RECORDS FOR THIS EXERCISE section start

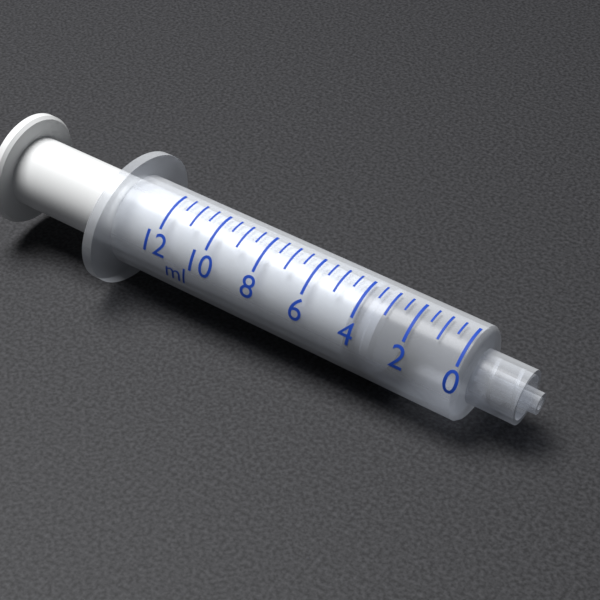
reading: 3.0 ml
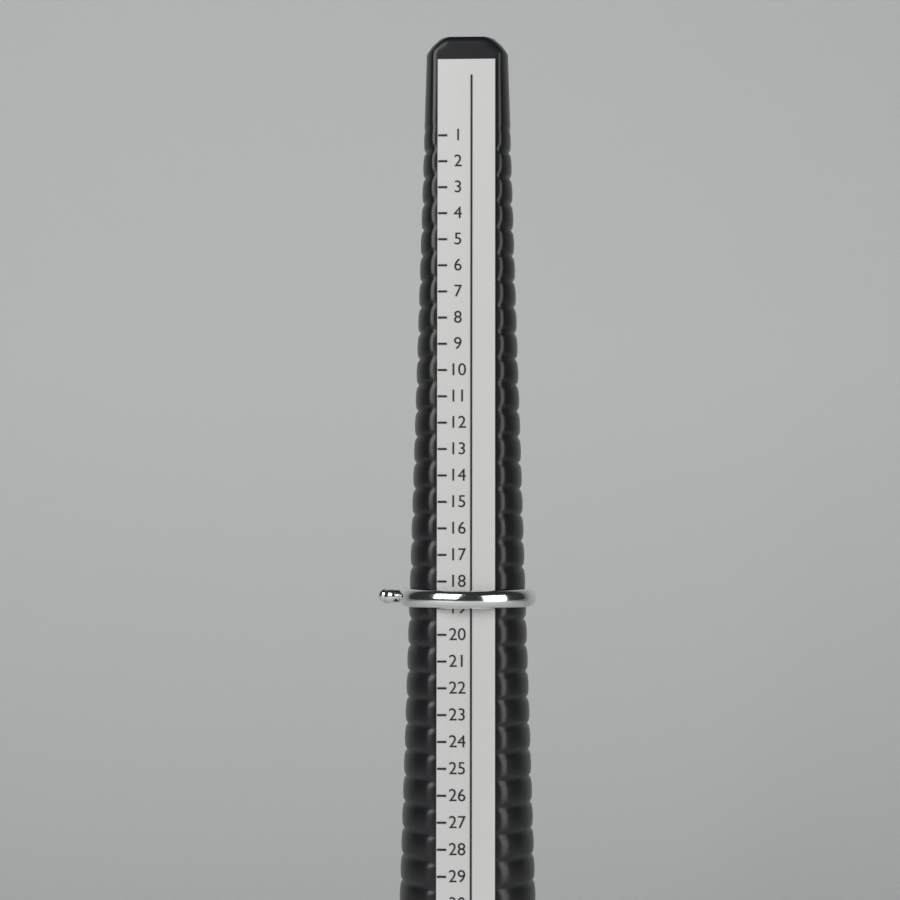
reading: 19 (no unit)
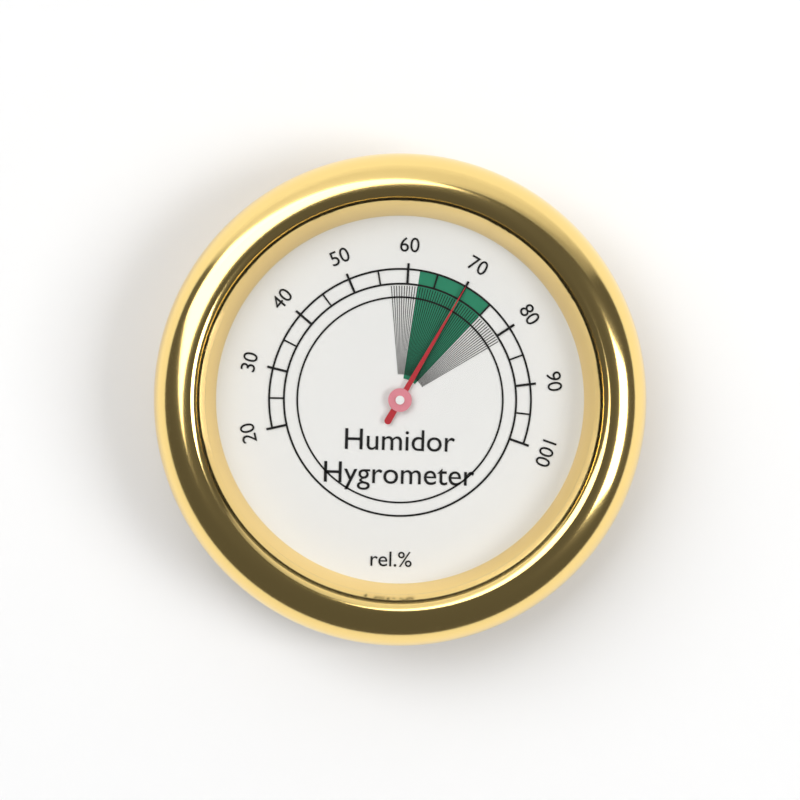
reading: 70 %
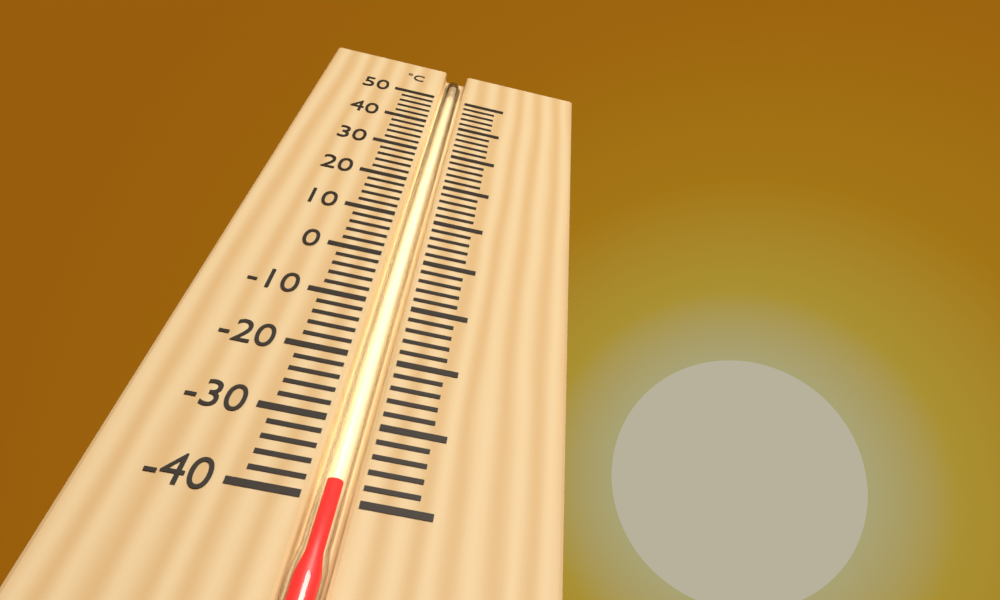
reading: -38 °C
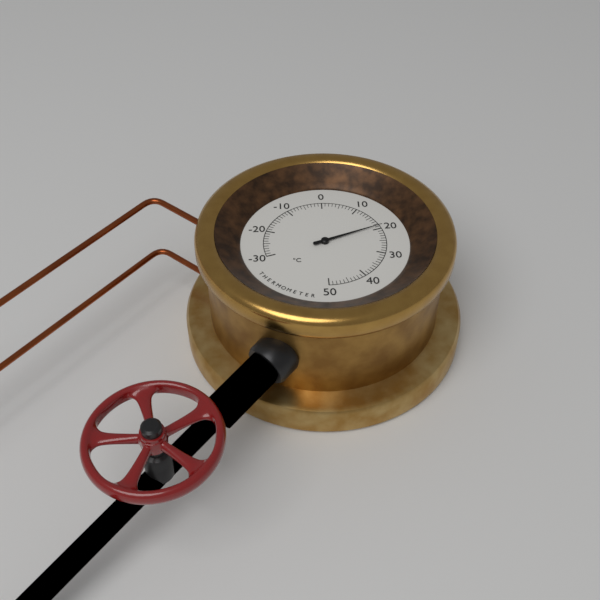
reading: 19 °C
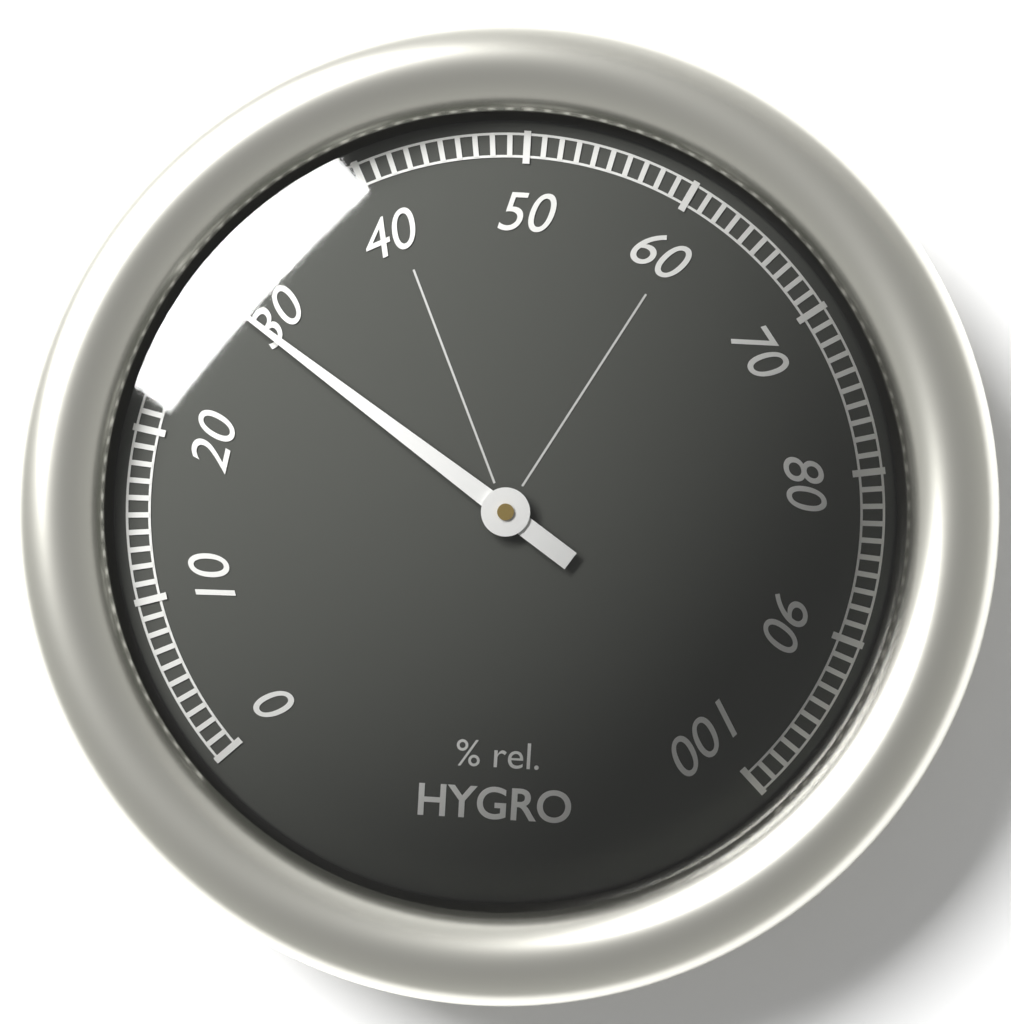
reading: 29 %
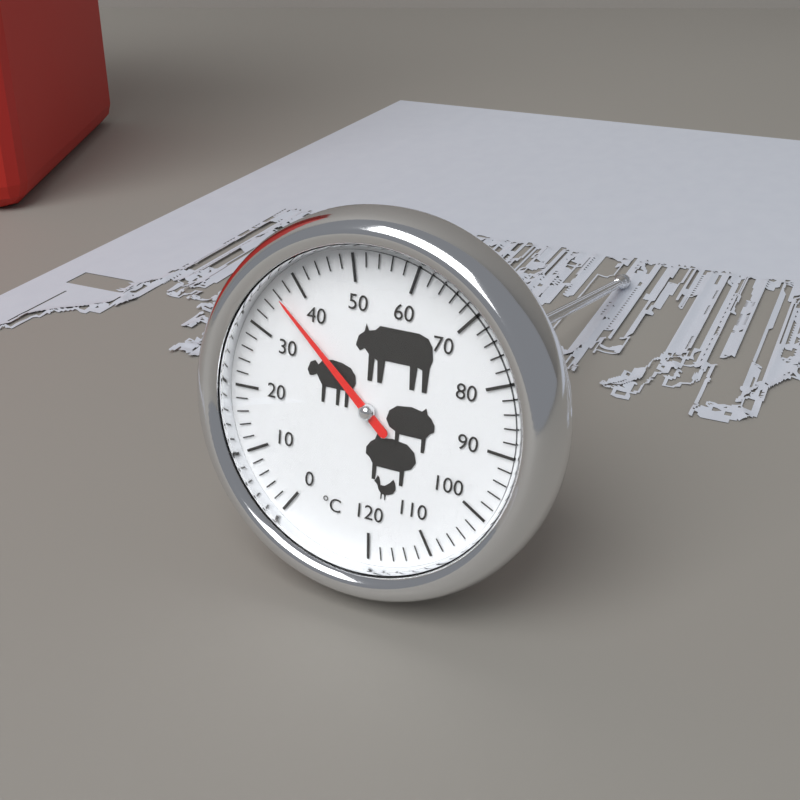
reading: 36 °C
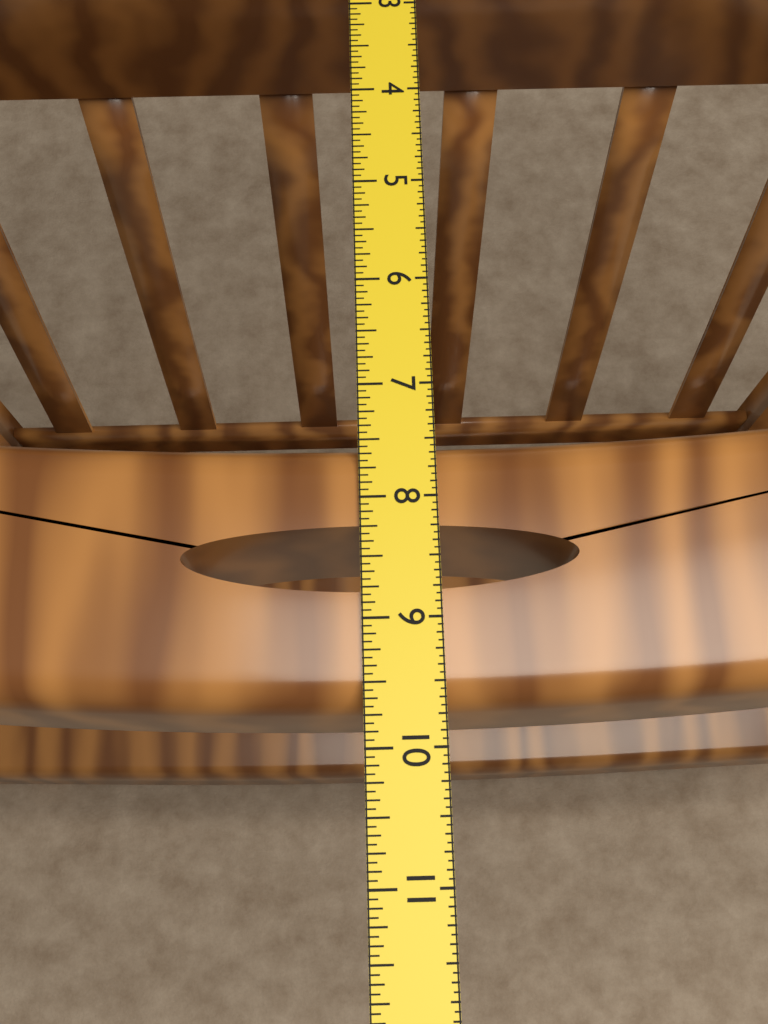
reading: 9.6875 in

RECORDS FOR THIS EXERCISE section end

In the data above, find the line with "reading: 19 (no unit)" and repeat it and every line after it through the end, exactly; leave the pictures out.

reading: 19 (no unit)
reading: 70 %
reading: -38 °C
reading: 19 °C
reading: 29 %
reading: 36 °C
reading: 9.6875 in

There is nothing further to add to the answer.